Significance. If the performance claims hold after addressing validation details, the work would be significant as an early demonstration of gradient boosting and CNNs on a large multi-database corpus for non-invasive voice pathology detection. The combination of four databases is a clear strength if domain shift and leakage are controlled; the exploratory framing and use of modern methods (XGBoost, DenseNet) on acoustic features and MFCCs add value over prior single-database studies.

major comments (2)
  1. [Abstract] Abstract: the reported F1 scores on the dedicated test set (XGBoost 0.733, etc.) are presented without any description of data partitioning across the four databases, hyperparameter selection, statistical significance testing, or error bars; this directly undermines the central empirical claims.
  2. [Abstract] Abstract: the claim of robustness via the combined four-database corpus assumes no significant domain shift from differing recording equipment, labeling criteria, or patient demographics, yet no cross-database normalization, domain-adversarial methods, or explicit patient-/database-level split details are provided to support this.
minor comments (1)
  1. [Abstract] Abstract: the phrasing 'conducted experiments do show promising potential' is slightly awkward and could be tightened for clarity.

Simulated Author's Rebuttal

2 responses · 0 unresolved

We thank the referee for the constructive feedback on the abstract.
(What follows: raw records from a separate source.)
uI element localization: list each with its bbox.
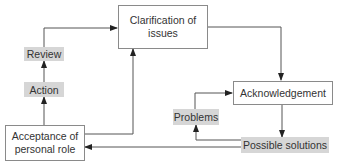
node-text: issues (148, 27, 178, 40)
label-review: Review (24, 47, 64, 61)
edge-solutions-problems (196, 125, 241, 140)
edge-problems-acknowledgement (195, 93, 232, 109)
node-text: personal role (15, 143, 76, 156)
node-text: Acknowledgement (240, 87, 326, 100)
label-possible-solutions: Possible solutions (241, 137, 329, 153)
edge-review-clarification (44, 28, 117, 47)
node-acknowledgement: Acknowledgement (233, 81, 333, 105)
node-text: Acceptance of (12, 130, 79, 143)
node-acceptance-of-personal-role: Acceptance of personal role (5, 125, 85, 161)
edge-clarification-acknowledgement (207, 27, 281, 80)
label-action: Action (24, 82, 64, 97)
node-text: Clarification of (130, 14, 197, 27)
label-problems: Problems (173, 109, 219, 125)
node-clarification-of-issues: Clarification of issues (118, 5, 208, 49)
edge-acceptance-clarification (84, 49, 133, 134)
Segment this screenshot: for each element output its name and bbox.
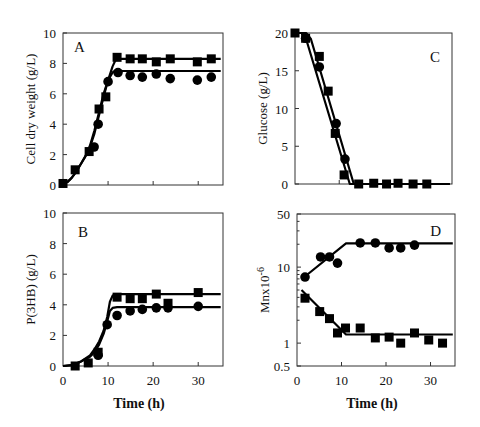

We agree that additional methodological context is warranted and will revise the abstract accordingly while preserving the paper's exploratory framing.

read point-by-point responses
  1. Referee: [Abstract] Abstract: the reported F1 scores on the dedicated test set (XGBoost 0.733, etc.) are presented without any description of data partitioning across the four databases, hyperparameter selection, statistical significance testing, or error bars; this directly undermines the central empirical claims.

    Authors: We acknowledge that the abstract omits key experimental details. The full manuscript specifies a patient-level train/test split across the four databases to avoid speaker leakage, with hyperparameter selection performed via cross-validation on the training portion. Statistical significance testing and error bars were omitted due to the exploratory nature of the study. We will revise the abstract to include a concise description of the patient-level dedicated test set and hyperparameter tuning procedure. revision: yes

  2. Referee: [Abstract] Abstract: the claim of robustness via the combined four-database corpus assumes no significant domain shift from differing recording equipment, labeling criteria, or patient demographics, yet no cross-database normalization, domain-adversarial methods, or explicit patient-/database-level split details are provided to support this.

    Authors: The manuscript already describes the work as exploratory and does not assert that domain shift has been eliminated. We will revise the abstract to clarify that the four-database combination increases diversity but that no cross-database normalization or domain-adversarial training was applied, and that all splits are performed at the patient level. This will temper the robustness claim without altering the reported results. revision: yes

Circularity Check

0 steps flagged

No circularity: purely empirical ML results on held-out data

full rationale

The paper reports F1 scores from training XGBoost, DenseNet, and Isolation Forest on AF/MFCC features extracted from four merged voice databases, evaluated on a dedicated test set. No equations, first-principles derivations, fitted parameters relabeled as predictions, or self-citation chains appear in the abstract or described methodology. All performance numbers are direct measurements from standard supervised and anomaly-detection pipelines; the work is self-contained against external benchmarks with no reduction of claims to inputs by construction.

Axiom & Free-Parameter Ledger

0 free parameters · 0 axioms · 0 invented entities

The paper is an empirical machine learning study on audio classification; no explicit free parameters beyond standard model hyperparameters, no domain axioms, and no invented entities are described in the abstract.